My blood has run cold. That’s the only way I can think of to explain why I suddenly feel so chilly. “She didn’t say who they were?”
Manuel shakes his head.
“And she definitely said they, plural, like it was more than one person?”
He nods.
Well, that was weird. Unless Lindsay had said they instead of him or her to hide the sex of whoever it was she was talking about.
“So you gave her the key,” I say.
He nods miserably. “She told me she’d give it back. She said she’d meet me by the front desk the next morning at ten o’clock and give the key back.

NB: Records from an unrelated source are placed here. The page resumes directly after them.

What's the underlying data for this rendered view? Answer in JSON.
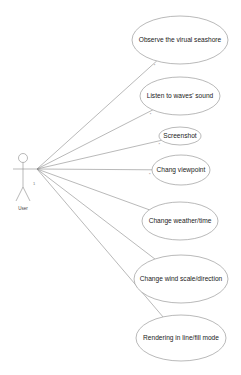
{
  "diagram": {
    "type": "uml-use-case",
    "actor": {
      "label": "User",
      "x": 23,
      "head_y": 158,
      "arm_y": 169,
      "anchor": [
        37,
        169
      ]
    },
    "use_cases": [
      {
        "label": "Observe the virual seashore",
        "cx": 180,
        "cy": 40,
        "rx": 48,
        "ry": 24,
        "mult": "*"
      },
      {
        "label": "Listen to waves' sound",
        "cx": 180,
        "cy": 96,
        "rx": 40,
        "ry": 19,
        "mult": "*"
      },
      {
        "label": "Screenshot",
        "cx": 180,
        "cy": 136,
        "rx": 21,
        "ry": 9,
        "mult": "*"
      },
      {
        "label": "Chang viewpoint",
        "cx": 181,
        "cy": 170,
        "rx": 29,
        "ry": 15,
        "mult": "*"
      },
      {
        "label": "Change weather/time",
        "cx": 180,
        "cy": 221,
        "rx": 38,
        "ry": 19,
        "mult": "*"
      },
      {
        "label": "Change wind scale/direction",
        "cx": 181,
        "cy": 279,
        "rx": 47,
        "ry": 24,
        "mult": "*"
      },
      {
        "label": "Rendering in line/fill mode",
        "cx": 181,
        "cy": 338,
        "rx": 45,
        "ry": 23,
        "mult": "*"
      }
    ],
    "actor_multiplicity": "1",
    "colors": {
      "stroke": "#8a8a8a",
      "text": "#222222",
      "background": "#ffffff"
    }
  }
}
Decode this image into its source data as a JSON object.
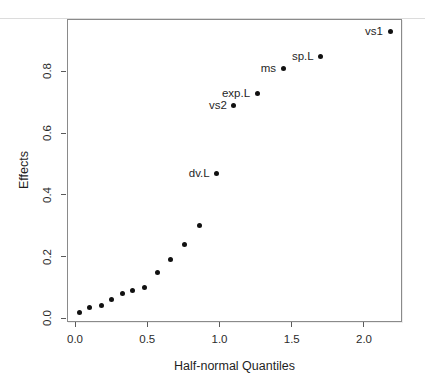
{
  "page": {
    "background": "#ffffff",
    "top_rule_color": "#dcdcdc",
    "box_border_color": "#8a8a8a",
    "tick_color": "#5a5a5a",
    "text_color": "#1f1f1f"
  },
  "chart_data": {
    "type": "scatter",
    "title": "",
    "xlabel": "Half-normal Quantiles",
    "ylabel": "Effects",
    "xlim": [
      -0.0554,
      2.263
    ],
    "ylim": [
      -0.012,
      0.97
    ],
    "x_ticks": [
      0.0,
      0.5,
      1.0,
      1.5,
      2.0
    ],
    "y_ticks": [
      0.0,
      0.2,
      0.4,
      0.6,
      0.8
    ],
    "grid": false,
    "legend_position": "none",
    "point_color": "#111111",
    "points": [
      {
        "x": 0.03,
        "y": 0.02,
        "label": ""
      },
      {
        "x": 0.1,
        "y": 0.035,
        "label": ""
      },
      {
        "x": 0.18,
        "y": 0.04,
        "label": ""
      },
      {
        "x": 0.25,
        "y": 0.06,
        "label": ""
      },
      {
        "x": 0.33,
        "y": 0.08,
        "label": ""
      },
      {
        "x": 0.4,
        "y": 0.09,
        "label": ""
      },
      {
        "x": 0.48,
        "y": 0.1,
        "label": ""
      },
      {
        "x": 0.57,
        "y": 0.15,
        "label": ""
      },
      {
        "x": 0.66,
        "y": 0.19,
        "label": ""
      },
      {
        "x": 0.76,
        "y": 0.24,
        "label": ""
      },
      {
        "x": 0.86,
        "y": 0.3,
        "label": ""
      },
      {
        "x": 0.98,
        "y": 0.47,
        "label": "dv.L"
      },
      {
        "x": 1.1,
        "y": 0.69,
        "label": "vs2"
      },
      {
        "x": 1.26,
        "y": 0.73,
        "label": "exp.L"
      },
      {
        "x": 1.44,
        "y": 0.81,
        "label": "ms"
      },
      {
        "x": 1.7,
        "y": 0.85,
        "label": "sp.L"
      },
      {
        "x": 2.18,
        "y": 0.93,
        "label": "vs1"
      }
    ]
  }
}
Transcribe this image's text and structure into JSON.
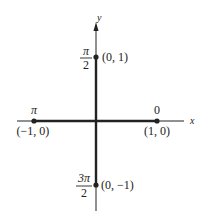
{
  "diagram": {
    "colors": {
      "ink": "#222222",
      "background": "#ffffff"
    },
    "axes": {
      "x_label": "x",
      "y_label": "y"
    },
    "points": [
      {
        "id": "top",
        "coord_label": "(0, 1)",
        "angle_label_num": "π",
        "angle_label_den": "2",
        "x": 0,
        "y": 1
      },
      {
        "id": "left",
        "coord_label": "(−1, 0)",
        "angle_label": "π",
        "x": -1,
        "y": 0
      },
      {
        "id": "right",
        "coord_label": "(1, 0)",
        "angle_label": "0",
        "x": 1,
        "y": 0
      },
      {
        "id": "bottom",
        "coord_label": "(0, −1)",
        "angle_label_num": "3π",
        "angle_label_den": "2",
        "x": 0,
        "y": -1
      }
    ]
  }
}
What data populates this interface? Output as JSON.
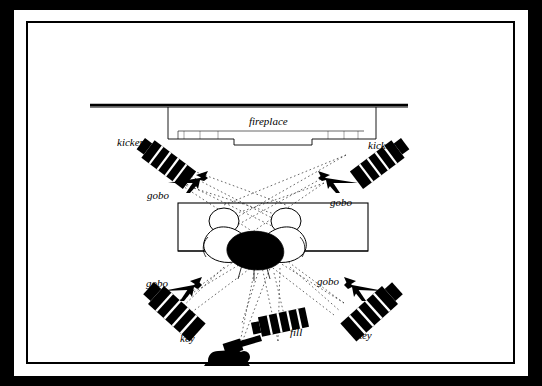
{
  "diagram": {
    "background_color": "#000000",
    "paper_color": "#ffffff",
    "ink_color": "#000000",
    "labels": {
      "fireplace": "fireplace",
      "kicker_left": "kicker",
      "kicker_right": "kicker",
      "gobo_upper_left": "gobo",
      "gobo_upper_right": "gobo",
      "gobo_lower_left": "gobo",
      "gobo_lower_right": "gobo",
      "key_left": "key",
      "key_right": "key",
      "fill": "fill"
    },
    "elements": [
      {
        "name": "fireplace-wall",
        "type": "wall"
      },
      {
        "name": "sofa-table-area",
        "type": "furniture-rectangle"
      },
      {
        "name": "two-figures",
        "type": "subjects"
      },
      {
        "name": "light-beam-lines",
        "type": "dotted-rays"
      },
      {
        "name": "camera",
        "type": "camera-icon"
      }
    ]
  }
}
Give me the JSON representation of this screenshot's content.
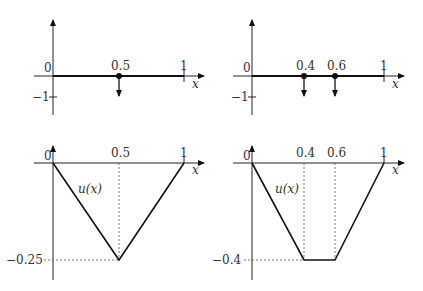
{
  "panels": {
    "top_left": {
      "origin_label": "0",
      "minus_one_label": "−1",
      "point_label": "0.5",
      "one_label": "1",
      "x_axis_label": "x",
      "load_points": [
        0.5
      ]
    },
    "top_right": {
      "origin_label": "0",
      "minus_one_label": "−1",
      "point_labels": [
        "0.4",
        "0.6"
      ],
      "one_label": "1",
      "x_axis_label": "x",
      "load_points": [
        0.4,
        0.6
      ]
    },
    "bottom_left": {
      "origin_label": "0",
      "mid_label": "0.5",
      "one_label": "1",
      "x_axis_label": "x",
      "curve_label": "u(x)",
      "min_label": "−0.25",
      "curve_points": [
        [
          0,
          0
        ],
        [
          0.5,
          -0.25
        ],
        [
          1,
          0
        ]
      ]
    },
    "bottom_right": {
      "origin_label": "0",
      "left_label": "0.4",
      "right_label": "0.6",
      "one_label": "1",
      "x_axis_label": "x",
      "curve_label": "u(x)",
      "min_label": "−0.4",
      "curve_points": [
        [
          0,
          0
        ],
        [
          0.4,
          -0.4
        ],
        [
          0.6,
          -0.4
        ],
        [
          1,
          0
        ]
      ]
    }
  },
  "colors": {
    "line": "#111111",
    "axis": "#222222",
    "dashed": "#555555"
  }
}
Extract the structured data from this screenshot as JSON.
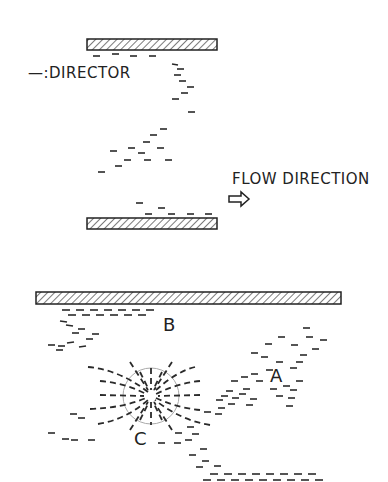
{
  "labels": {
    "legend_symbol": "—",
    "legend_text": ":DIRECTOR",
    "flow": "FLOW DIRECTION",
    "A": "A",
    "B": "B",
    "C": "C"
  },
  "colors": {
    "ink": "#2a2a2a",
    "circle": "#aaaaaa",
    "background": "#ffffff"
  }
}
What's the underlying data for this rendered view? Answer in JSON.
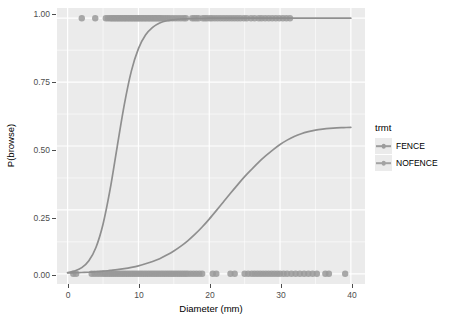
{
  "chart_data": {
    "type": "line",
    "title": "",
    "subtitle": "",
    "xlabel": "Diameter (mm)",
    "ylabel": "P(browse)",
    "xlim": [
      -1.5,
      42.0
    ],
    "ylim": [
      -0.04,
      1.04
    ],
    "xticks": [
      0,
      10,
      20,
      30,
      40
    ],
    "xtick_labels": [
      "0",
      "10",
      "20",
      "30",
      "40"
    ],
    "yticks": [
      0.0,
      0.25,
      0.5,
      0.75,
      1.0
    ],
    "ytick_labels": [
      "0.00",
      "0.25",
      "0.50",
      "0.75",
      "1.00"
    ],
    "grid": true,
    "grid_color": "#ffffff",
    "panel_background": "#ebebeb",
    "legend": {
      "title": "trmt",
      "position": "right",
      "entries": [
        {
          "name": "FENCE",
          "color": "#9c9c9c"
        },
        {
          "name": "NOFENCE",
          "color": "#a3a3a3"
        }
      ]
    },
    "series": [
      {
        "name": "FENCE",
        "type": "logistic-fit",
        "color": "#8f8f8f",
        "description": "Shallow logistic curve: near 0 until ~10 mm, rising slowly to about 0.57 at 40 mm",
        "x": [
          0,
          1,
          2,
          3,
          4,
          5,
          6,
          7,
          8,
          9,
          10,
          11,
          12,
          13,
          14,
          15,
          16,
          17,
          18,
          19,
          20,
          21,
          22,
          23,
          24,
          25,
          26,
          27,
          28,
          29,
          30,
          31,
          32,
          33,
          34,
          35,
          36,
          37,
          38,
          39,
          40
        ],
        "y": [
          0.003,
          0.004,
          0.005,
          0.006,
          0.008,
          0.01,
          0.013,
          0.016,
          0.02,
          0.025,
          0.031,
          0.039,
          0.048,
          0.059,
          0.073,
          0.089,
          0.108,
          0.13,
          0.155,
          0.183,
          0.214,
          0.247,
          0.281,
          0.315,
          0.348,
          0.38,
          0.409,
          0.437,
          0.462,
          0.485,
          0.506,
          0.523,
          0.537,
          0.548,
          0.556,
          0.562,
          0.566,
          0.569,
          0.571,
          0.572,
          0.573
        ]
      },
      {
        "name": "NOFENCE",
        "type": "logistic-fit",
        "color": "#8f8f8f",
        "description": "Steep logistic curve: rises from near 0 at 2 mm through 0.50 at about 8.6 mm to near 1.0 by 15 mm",
        "x": [
          0,
          1,
          2,
          3,
          4,
          5,
          6,
          7,
          8,
          9,
          10,
          11,
          12,
          13,
          14,
          15,
          16,
          17,
          18,
          19,
          20,
          22,
          25,
          30,
          35,
          40
        ],
        "y": [
          0.005,
          0.011,
          0.024,
          0.051,
          0.103,
          0.194,
          0.33,
          0.497,
          0.661,
          0.793,
          0.881,
          0.934,
          0.964,
          0.981,
          0.99,
          0.994,
          0.997,
          0.998,
          0.999,
          0.999,
          1.0,
          1.0,
          1.0,
          1.0,
          1.0,
          1.0
        ]
      }
    ],
    "scatter": {
      "color": "#9a9a9a",
      "marker": "circle",
      "size": 3.2,
      "description": "Observed binary browse outcomes jittered along y = 0 and y = 1",
      "points_y1": [
        2.0,
        3.9,
        5.4,
        5.7,
        6.0,
        6.2,
        6.4,
        6.6,
        6.8,
        7.0,
        7.2,
        7.4,
        7.6,
        7.8,
        8.0,
        8.2,
        8.4,
        8.6,
        8.8,
        9.0,
        9.2,
        9.4,
        9.6,
        9.8,
        10.0,
        10.2,
        10.4,
        10.6,
        10.8,
        11.0,
        11.2,
        11.4,
        11.6,
        11.8,
        12.0,
        12.2,
        12.4,
        12.6,
        12.8,
        13.0,
        13.2,
        13.5,
        13.8,
        14.1,
        14.4,
        14.8,
        15.2,
        15.6,
        16.0,
        16.4,
        16.7,
        17.6,
        17.9,
        18.2,
        18.5,
        19.1,
        19.4,
        19.7,
        20.1,
        20.4,
        20.8,
        21.2,
        21.6,
        22.0,
        22.4,
        22.8,
        23.2,
        23.6,
        24.0,
        24.4,
        24.9,
        25.3,
        25.9,
        26.4,
        27.0,
        27.4,
        27.9,
        28.4,
        28.9,
        29.4,
        29.9,
        30.4,
        30.9,
        31.4
      ],
      "points_y0": [
        0.8,
        1.2,
        3.4,
        3.8,
        4.2,
        4.6,
        5.0,
        5.3,
        5.6,
        5.9,
        6.2,
        6.5,
        6.8,
        7.1,
        7.4,
        7.7,
        8.0,
        8.3,
        8.6,
        8.9,
        9.2,
        9.5,
        9.8,
        10.1,
        10.4,
        10.7,
        11.0,
        11.3,
        11.6,
        11.9,
        12.2,
        12.5,
        12.8,
        13.1,
        13.4,
        13.7,
        14.0,
        14.3,
        14.6,
        14.9,
        15.2,
        15.5,
        15.8,
        16.1,
        16.4,
        16.7,
        17.0,
        17.4,
        17.8,
        18.2,
        18.6,
        19.0,
        20.5,
        21.0,
        23.0,
        23.6,
        25.0,
        25.5,
        26.0,
        26.4,
        26.8,
        27.2,
        27.6,
        28.0,
        28.4,
        28.8,
        29.2,
        29.6,
        30.0,
        30.5,
        31.0,
        31.6,
        32.2,
        32.8,
        33.4,
        34.0,
        34.6,
        35.2,
        36.4,
        36.9,
        39.2
      ]
    }
  },
  "axes": {
    "ylabel": "P(browse)",
    "xlabel": "Diameter (mm)",
    "ytick_labels": [
      "1.00",
      "0.75",
      "0.50",
      "0.25",
      "0.00"
    ],
    "xtick_labels": [
      "0",
      "10",
      "20",
      "30",
      "40"
    ]
  },
  "legend": {
    "title": "trmt",
    "items": [
      {
        "label": "FENCE",
        "color": "#9c9c9c"
      },
      {
        "label": "NOFENCE",
        "color": "#a3a3a3"
      }
    ]
  }
}
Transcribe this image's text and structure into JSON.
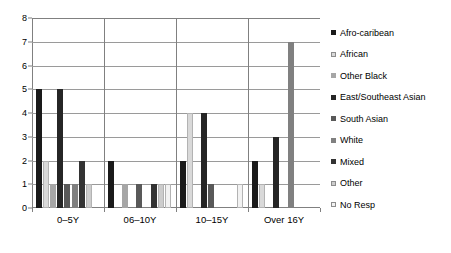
{
  "chart_data": {
    "type": "bar",
    "title": "",
    "subtitle": "",
    "xlabel": "",
    "ylabel": "",
    "ylim": [
      0,
      8
    ],
    "yticks": [
      0,
      1,
      2,
      3,
      4,
      5,
      6,
      7,
      8
    ],
    "grid": true,
    "legend_position": "right",
    "categories": [
      "0–5Y",
      "06–10Y",
      "10–15Y",
      "Over 16Y"
    ],
    "series": [
      {
        "name": "Afro-caribean",
        "color": "#1a1a1a",
        "values": [
          5,
          2,
          2,
          2
        ]
      },
      {
        "name": "African",
        "color": "#d9d9d9",
        "values": [
          2,
          0,
          4,
          1
        ]
      },
      {
        "name": "Other Black",
        "color": "#a6a6a6",
        "values": [
          1,
          1,
          0,
          0
        ]
      },
      {
        "name": "East/Southeast Asian",
        "color": "#262626",
        "values": [
          5,
          0,
          4,
          3
        ]
      },
      {
        "name": "South Asian",
        "color": "#595959",
        "values": [
          1,
          1,
          1,
          0
        ]
      },
      {
        "name": "White",
        "color": "#808080",
        "values": [
          1,
          0,
          0,
          7
        ]
      },
      {
        "name": "Mixed",
        "color": "#333333",
        "values": [
          2,
          1,
          0,
          0
        ]
      },
      {
        "name": "Other",
        "color": "#cccccc",
        "values": [
          1,
          1,
          0,
          0
        ]
      },
      {
        "name": "No Resp",
        "color": "#f2f2f2",
        "values": [
          0,
          1,
          1,
          0
        ]
      }
    ]
  },
  "legend": {
    "items": [
      {
        "label": "Afro-caribean"
      },
      {
        "label": "African"
      },
      {
        "label": "Other Black"
      },
      {
        "label": "East/Southeast Asian"
      },
      {
        "label": "South Asian"
      },
      {
        "label": "White"
      },
      {
        "label": "Mixed"
      },
      {
        "label": "Other"
      },
      {
        "label": "No Resp"
      }
    ]
  },
  "axes": {
    "y_tick_labels": [
      "0",
      "1",
      "2",
      "3",
      "4",
      "5",
      "6",
      "7",
      "8"
    ],
    "x_tick_labels": [
      "0–5Y",
      "06–10Y",
      "10–15Y",
      "Over 16Y"
    ]
  }
}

And I waited. I was out there waiting when the police came in. Nobody told me what was going on. They just walked right past me. I was waiting for her, and the whole time, she was inside, dead!”
Manuel breaks off. He’s choking a little, he’s crying so hard. One of the machines that’s hooked up to him by a tube starts beeping. The woman I assume is his mother stirs sleepily.
“If…” Manuel says. “If—”
“Manuel, don’t talk,” I say. To the woman who has just woken up, I say, “Get a nurse.” Her eyes widen, and she runs from the room.
“If…” Manuel keeps saying.
“Manuel, don’t talk,” I say. By now Julio is up, as well, murmuring something in Spanish to his nephew.
But Manuel won’t calm down.
“If it wasn’t my fault,” he finally manages to get out, “then why did they try to kill me?”
“Because they think you know who they are,” I say. “The people who killed Lindsay think you can identify them. Which means Lindsay must have said something to you to make them think that. Did she, Manuel? Try to remember.”
“She said…she said something about someone named—”
“Doug?” I cry. “Did she say something about someone named Doug? Or maybe Mark?”
But the beeping is getting louder, and now a doctor and two nurses come rushing in, followed by Manuel’s mother…and the two detectives.
“No,” Manuel says. His voice is getting fainter. “I think it was…Steve. She said Steve was going to be so mad….”
Steve? Who’s Steve?
Manuel’s eyelids drift closed. The doctor barks, “Get out of the way,” and I jump aside, while she messes around with Manuel’s tubes. The beeping, mercifully, goes back to its normal, much quieter rate. The doctor looks relieved. Manuel, it’s clear, has drifted off to sleep.
“Everyone out,” says one of the nurses, waving us toward the door. “He needs to rest now.”
“But I’m his mother,” the older woman insists.
“You can stay,” the nurse relents. “The rest of you, out.”
I feel horrible. I shuffle out, along with the two detectives, while Julio and Mrs. Juarez stay with Manuel.
“What happened to him?” the younger detective asks me, when we hit the hallway.
And so I tell him. I tell him everything Manuel said. Especially the part about Steve.
They look bored.
“We knew all that,” the older one says—sort of accusingly, like I’d been wasting their time on purpose.